Daniel Durning’s ‘Self-Contained Housing’, a coat, hat and slippers ensemble, was exhibited at The Museum of Modern Art as part of their Club 57: Film, Performance, and
Art in the East Village, 1978–1983
exhibition (October 2017 – April 2018). By recycling found fiberglass insulation and plastic sheeting for this piece and titling it ‘self-contained housing’ Durning amusingly aligns the body with the home, and was made in 1982 to respond to the way artists were living in unheated loft spaces in New York in the eighties in scenes like ‘Club 57’. This piece reminded me of Final Home’s 1994 coat that was designed by Kosuke Tsumara after spending several nights sleeping rough in New York City which features up to 40 pockets that can be stuffed with material to insulate the wearer in the face of a natural or man-made disaster.

Photograph of ‘Security Blanket Coat’, Bonnie Cashin, designed 1972.
Photograph of newspaper clipping from WWD May 1972.

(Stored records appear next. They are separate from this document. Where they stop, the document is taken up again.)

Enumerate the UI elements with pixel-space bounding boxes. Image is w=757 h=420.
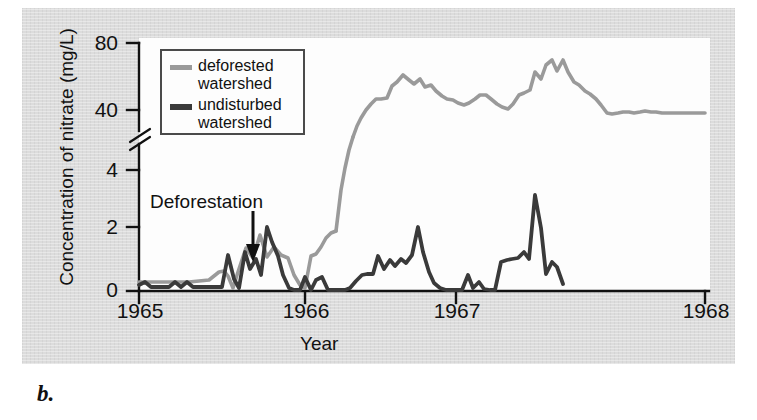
- series-undisturbed-watershed: [139, 195, 563, 290]
- series-deforested-upper-path: [353, 60, 705, 137]
- chart-svg: [0, 0, 757, 420]
- figure-caption-label: b.: [37, 381, 54, 407]
- figure-root: 80 40 4 2 0 1965 1966 1967 1968 Concentr…: [0, 0, 757, 420]
- series-deforested-break-riser: [336, 137, 353, 231]
- series-undisturbed-path: [139, 195, 563, 290]
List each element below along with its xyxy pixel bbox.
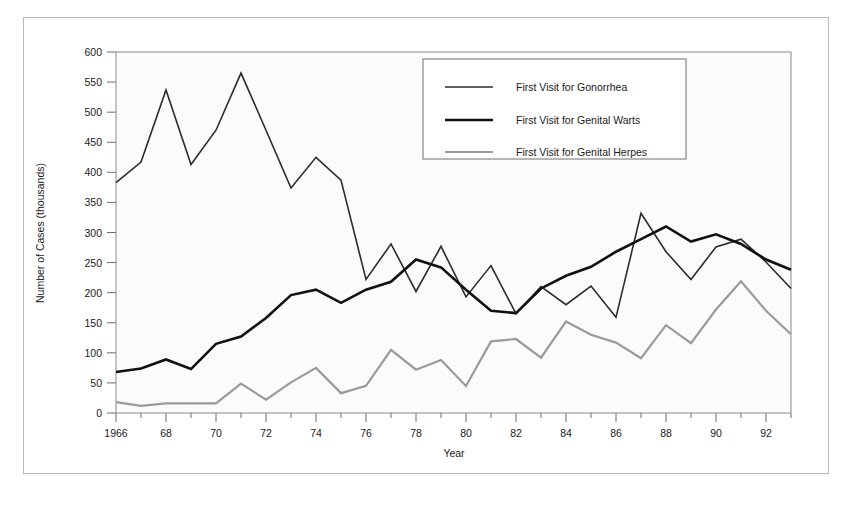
x-tick-label: 92: [760, 427, 772, 439]
y-tick-label: 450: [84, 136, 102, 148]
y-tick-label: 500: [84, 106, 102, 118]
x-tick-label: 76: [360, 427, 372, 439]
x-tick-label: 88: [660, 427, 672, 439]
x-tick-label: 78: [410, 427, 422, 439]
y-tick-label: 400: [84, 166, 102, 178]
figure-page: 050100150200250300350400450500550600 196…: [0, 0, 852, 508]
x-tick-label: 80: [460, 427, 472, 439]
figure-frame: 050100150200250300350400450500550600 196…: [23, 17, 829, 474]
y-tick-label: 100: [84, 347, 102, 359]
x-tick-label: 1966: [104, 427, 128, 439]
y-tick-label: 200: [84, 287, 102, 299]
y-tick-label: 150: [84, 317, 102, 329]
y-tick-label: 350: [84, 196, 102, 208]
y-axis-ticks: 050100150200250300350400450500550600: [84, 46, 116, 419]
x-tick-label: 74: [310, 427, 322, 439]
y-tick-label: 300: [84, 227, 102, 239]
y-axis-title: Number of Cases (thousands): [34, 163, 46, 303]
y-tick-label: 550: [84, 76, 102, 88]
y-tick-label: 0: [96, 407, 102, 419]
x-tick-label: 70: [210, 427, 222, 439]
y-tick-label: 50: [90, 377, 102, 389]
x-axis-ticks: 196668707274767880828486889092: [104, 413, 791, 439]
legend-label-2: First Visit for Genital Herpes: [516, 146, 647, 158]
y-tick-label: 250: [84, 257, 102, 269]
x-tick-label: 86: [610, 427, 622, 439]
legend-label-1: First Visit for Genital Warts: [516, 114, 640, 126]
x-tick-label: 82: [510, 427, 522, 439]
chart-legend: First Visit for GonorrheaFirst Visit for…: [423, 59, 686, 159]
x-tick-label: 84: [560, 427, 572, 439]
line-chart: 050100150200250300350400450500550600 196…: [24, 18, 830, 475]
x-axis-title: Year: [443, 447, 465, 459]
legend-label-0: First Visit for Gonorrhea: [516, 81, 627, 93]
y-tick-label: 600: [84, 46, 102, 58]
legend-box: [423, 59, 686, 159]
x-tick-label: 72: [260, 427, 272, 439]
x-tick-label: 68: [160, 427, 172, 439]
x-tick-label: 90: [710, 427, 722, 439]
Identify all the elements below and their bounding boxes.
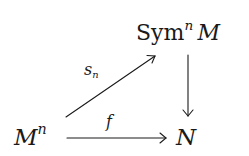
node-m-n: Mn [14, 126, 47, 149]
m-exponent: n [38, 121, 47, 137]
label-sn: sn [84, 62, 99, 78]
sn-subscript: n [92, 69, 98, 80]
arrow-vertical [183, 55, 193, 116]
arrow-sn [66, 56, 155, 118]
node-sym-n-m: Symn M [136, 22, 220, 44]
label-f: f [106, 114, 112, 130]
node-n: N [176, 126, 196, 149]
m-base: M [14, 124, 38, 150]
sym-argument: M [198, 20, 221, 45]
arrow-f [67, 133, 166, 143]
sym-exponent: n [184, 17, 193, 33]
sn-base: s [84, 60, 92, 79]
sym-base: Sym [136, 20, 184, 45]
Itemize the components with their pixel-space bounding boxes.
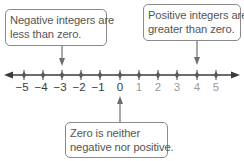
- tick-diamond-icon: [59, 72, 64, 78]
- callout-negative-line2: less than zero.: [10, 27, 102, 41]
- left-arrow-icon: [4, 72, 13, 79]
- callout-negative-integers: Negative integers are less than zero.: [5, 9, 107, 46]
- callout-zero: Zero is neither negative nor positive.: [65, 122, 168, 158]
- zero-pointer-arrowhead-icon: [117, 96, 123, 104]
- callout-zero-line2: negative nor positive.: [70, 140, 163, 154]
- tick-diamond-icon: [40, 72, 45, 78]
- tick-diamond-icon: [97, 72, 102, 78]
- tick-label: 1: [136, 81, 142, 93]
- positive-pointer-arrowhead-icon: [194, 57, 200, 65]
- right-arrow-icon: [231, 72, 240, 79]
- tick-label: 4: [194, 81, 201, 93]
- tick-diamond-icon: [21, 72, 26, 78]
- tick-diamond-icon: [155, 72, 160, 78]
- tick-diamond-icon: [174, 72, 179, 78]
- callout-positive-integers: Positive integers are greater than zero.: [143, 4, 241, 41]
- tick-labels: −5−4−3−2−1012345: [15, 81, 219, 93]
- tick-label: −2: [72, 81, 85, 93]
- tick-label: −1: [91, 81, 104, 93]
- tick-label: −4: [34, 81, 48, 93]
- callout-negative-line1: Negative integers are: [10, 13, 102, 27]
- tick-label: 0: [117, 81, 123, 93]
- tick-diamond-icon: [194, 72, 199, 78]
- tick-label: −5: [15, 81, 28, 93]
- tick-diamond-icon: [78, 72, 83, 78]
- tick-diamond-icon: [136, 72, 141, 78]
- callout-positive-line2: greater than zero.: [148, 22, 236, 36]
- tick-label: −3: [53, 81, 66, 93]
- tick-label: 3: [174, 81, 180, 93]
- tick-diamond-icon: [213, 72, 218, 78]
- tick-label: 5: [213, 81, 219, 93]
- tick-label: 2: [155, 81, 161, 93]
- negative-pointer-arrowhead-icon: [59, 58, 65, 66]
- callout-zero-line1: Zero is neither: [70, 126, 163, 140]
- callout-positive-line1: Positive integers are: [148, 8, 236, 22]
- tick-diamond-icon: [117, 72, 122, 78]
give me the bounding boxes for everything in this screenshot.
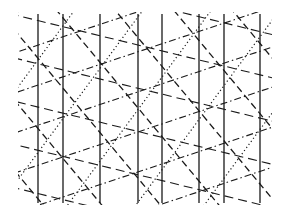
background <box>0 0 289 217</box>
line-pattern-canvas <box>0 0 289 217</box>
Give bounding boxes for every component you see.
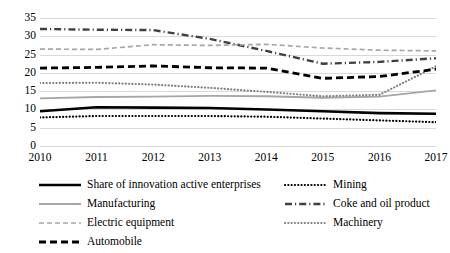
line-chart: 05101520253035 2010201120122013201420152… [0, 0, 450, 253]
legend-item[interactable]: Machinery [284, 214, 383, 232]
y-axis-tick-label: 20 [0, 67, 36, 79]
legend-item[interactable]: Electric equipment [38, 214, 174, 232]
legend-swatch-icon [284, 179, 328, 191]
y-axis-labels: 05101520253035 [0, 18, 36, 146]
legend-item[interactable]: Manufacturing [38, 195, 155, 213]
y-axis-tick-label: 10 [0, 103, 36, 115]
series-line-1 [40, 116, 436, 122]
legend-item[interactable]: Mining [284, 176, 367, 194]
x-axis-tick-label: 2017 [425, 152, 448, 164]
series-line-6 [40, 66, 436, 78]
legend-item-label: Machinery [333, 217, 383, 229]
x-axis-tick-label: 2012 [142, 152, 165, 164]
legend-item-label: Manufacturing [87, 198, 155, 210]
legend-swatch-icon [38, 217, 82, 229]
x-axis-tick-label: 2010 [29, 152, 52, 164]
chart-legend: Share of innovation active enterprisesMi… [38, 176, 438, 252]
y-axis-tick-label: 0 [0, 140, 36, 152]
x-axis-tick-label: 2011 [85, 152, 108, 164]
legend-item-label: Automobile [87, 236, 142, 248]
legend-swatch-icon [38, 179, 82, 191]
legend-item[interactable]: Coke and oil product [284, 195, 430, 213]
y-axis-tick-label: 25 [0, 49, 36, 61]
legend-item[interactable]: Share of innovation active enterprises [38, 176, 261, 194]
legend-swatch-icon [284, 217, 328, 229]
series-line-0 [40, 107, 436, 114]
legend-item-label: Share of innovation active enterprises [87, 179, 261, 191]
legend-swatch-icon [284, 198, 328, 210]
plot-area [40, 18, 436, 146]
x-axis-labels: 20102011201220132014201520162017 [40, 150, 436, 168]
x-axis-tick-label: 2014 [255, 152, 278, 164]
legend-item-label: Coke and oil product [333, 198, 430, 210]
plot-wrapper: 05101520253035 2010201120122013201420152… [0, 0, 450, 170]
series-line-3 [40, 29, 436, 64]
gridline [40, 146, 436, 147]
legend-item-label: Electric equipment [87, 217, 174, 229]
legend-item[interactable]: Automobile [38, 233, 142, 251]
y-axis-tick-label: 5 [0, 122, 36, 134]
x-axis-tick-label: 2016 [368, 152, 391, 164]
legend-swatch-icon [38, 236, 82, 248]
x-axis-tick-label: 2013 [198, 152, 221, 164]
series-lines [40, 18, 436, 146]
x-axis-tick-label: 2015 [311, 152, 334, 164]
y-axis-tick-label: 30 [0, 30, 36, 42]
legend-item-label: Mining [333, 179, 367, 191]
legend-swatch-icon [38, 198, 82, 210]
series-line-5 [40, 66, 436, 96]
y-axis-tick-label: 15 [0, 85, 36, 97]
y-axis-tick-label: 35 [0, 12, 36, 24]
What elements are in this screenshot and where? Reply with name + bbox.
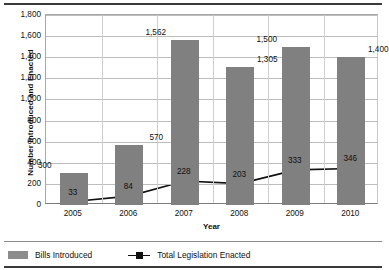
- x-axis-tick-label-2007: 2007: [175, 209, 193, 218]
- gridline-horizontal: [46, 78, 377, 79]
- line-marker-swatch-icon: [128, 251, 150, 260]
- x-axis-tick-label-2006: 2006: [119, 209, 137, 218]
- line-value-label-2009: 333: [288, 156, 302, 165]
- bar-2009: [282, 47, 310, 205]
- x-axis-tick-label-2008: 2008: [230, 209, 248, 218]
- y-axis-tick-label: 800: [1, 115, 41, 124]
- bar-2010: [337, 57, 365, 205]
- y-axis-tick-label: 0: [1, 200, 41, 209]
- y-axis-tick-label: 1,600: [1, 31, 41, 40]
- x-axis-title: Year: [45, 222, 378, 231]
- legend-item-bills-introduced: Bills Introduced: [8, 250, 92, 260]
- line-value-label-2006: 84: [124, 182, 133, 191]
- gridline-horizontal: [46, 36, 377, 37]
- gridline-horizontal: [46, 57, 377, 58]
- line-value-label-2005: 33: [68, 188, 77, 197]
- bar-value-label-2008: 1,305: [257, 55, 278, 64]
- bar-value-label-2005: 300: [38, 161, 52, 170]
- bar-2008: [226, 67, 254, 205]
- gridline-vertical: [102, 15, 103, 203]
- line-value-label-2008: 203: [232, 170, 246, 179]
- bar-value-label-2006: 570: [149, 133, 163, 142]
- gridline-vertical: [213, 15, 214, 203]
- bar-2006: [115, 145, 143, 205]
- bar-value-label-2010: 1,400: [368, 45, 389, 54]
- x-axis-tick-label-2005: 2005: [64, 209, 82, 218]
- gridline-horizontal: [46, 184, 377, 185]
- bar-2007: [171, 40, 199, 205]
- bar-swatch-icon: [8, 251, 28, 259]
- chart-legend: Bills Introduced Total Legislation Enact…: [8, 248, 250, 262]
- legend-top-rule: [4, 241, 382, 242]
- legend-label-bills-introduced: Bills Introduced: [35, 250, 92, 260]
- y-axis-tick-label: 400: [1, 157, 41, 166]
- line-value-label-2007: 228: [177, 167, 191, 176]
- legend-label-total-legislation-enacted: Total Legislation Enacted: [157, 250, 250, 260]
- y-axis-tick-label: 600: [1, 136, 41, 145]
- plot-area: [45, 14, 378, 204]
- gridline-horizontal: [46, 15, 377, 16]
- gridline-horizontal: [46, 163, 377, 164]
- y-axis-tick-label: 1,000: [1, 94, 41, 103]
- gridline-horizontal: [46, 99, 377, 100]
- y-axis-title: Number Introduced and Enacted: [26, 23, 35, 203]
- gridline-horizontal: [46, 142, 377, 143]
- top-divider-rule: [4, 3, 382, 5]
- line-value-label-2010: 346: [343, 154, 357, 163]
- bar-value-label-2009: 1,500: [257, 35, 278, 44]
- gridline-vertical: [157, 15, 158, 203]
- y-axis-tick-label: 1,400: [1, 52, 41, 61]
- bar-value-label-2007: 1,562: [146, 28, 167, 37]
- legend-bottom-rule: [4, 266, 382, 268]
- y-axis-tick-label: 200: [1, 178, 41, 187]
- x-axis-tick-label-2010: 2010: [341, 209, 359, 218]
- x-axis-tick-label-2009: 2009: [286, 209, 304, 218]
- gridline-vertical: [324, 15, 325, 203]
- y-axis-tick-label: 1,800: [1, 10, 41, 19]
- y-axis-tick-label: 1,200: [1, 73, 41, 82]
- gridline-horizontal: [46, 121, 377, 122]
- legend-item-total-legislation-enacted: Total Legislation Enacted: [128, 250, 250, 260]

Going uptown and back in time, Bonnie Cashin’s ‘security blanket’ coat from 1972 was exhibited at Mod New York (November 2017 – April 2018) at the Museum of the City of New York. The mohair coat features a check plaid pattern that resembles the traditional material of a blanket, and the loose draping of the body, deep armholes and the fact it covers the whole body even further align it with the kind of warmth and protection one may use a blanket for when indoors keeping warm. This coat by Cashin, who was the first hired designer for Coach, takes an idea of comfort indoors to outside and onto the streets as outerwear. This design then follows the preoccupation with comfort and simplicity of design in American Sportswear that Cashin was known for and which is intrinsically linked with the post-war fashion design in New York in the 40s and 50s that challenged traditional design much like imaginative and diverse designs of the ‘Mod’ 1960s.

Photograph of ‘Sleeping Bag Coat’, Norma Kamali, designed 1973, manufactured 2017.

Norma Kamali’s ‘Sleeping Bag Coat’ (1973) was featured in The Museum of Modern Art’s exhibition Items: Is Fashion Modern?  (October 2017-Janurary 2018) and like Cashin’s ‘Security Blanket’ it features a wrap-around design and a material reference to comfort and sleep, as opposed to Durning’s ‘Self Contained Housing’ that uses the actual infrastructure of the home for a garment. The idea of the coat came to Kamali during a camping trip when she wrapped her sleeping bag around her body to run to the bathroom. This backstory contextualises the coat with the camping holiday trend of the 70s that continues today and considers how clothing can be transitory and practical like a sleeping bag. This interplay between fashion and the functional object – here, the sleeping bag, but also wall insulation in Durning’s case or a traditional mohair blanket in Cashin’s – shows how designers were taking inspiration from a concern with survival, protection, sleep and innovation of materials not necessarily associated with fashion design, and creating space for innovative runway designs like Maison Martin Margiela’s duvet coat in 1999 or Viktor and Rolf’s fantastical bed dress in 2005.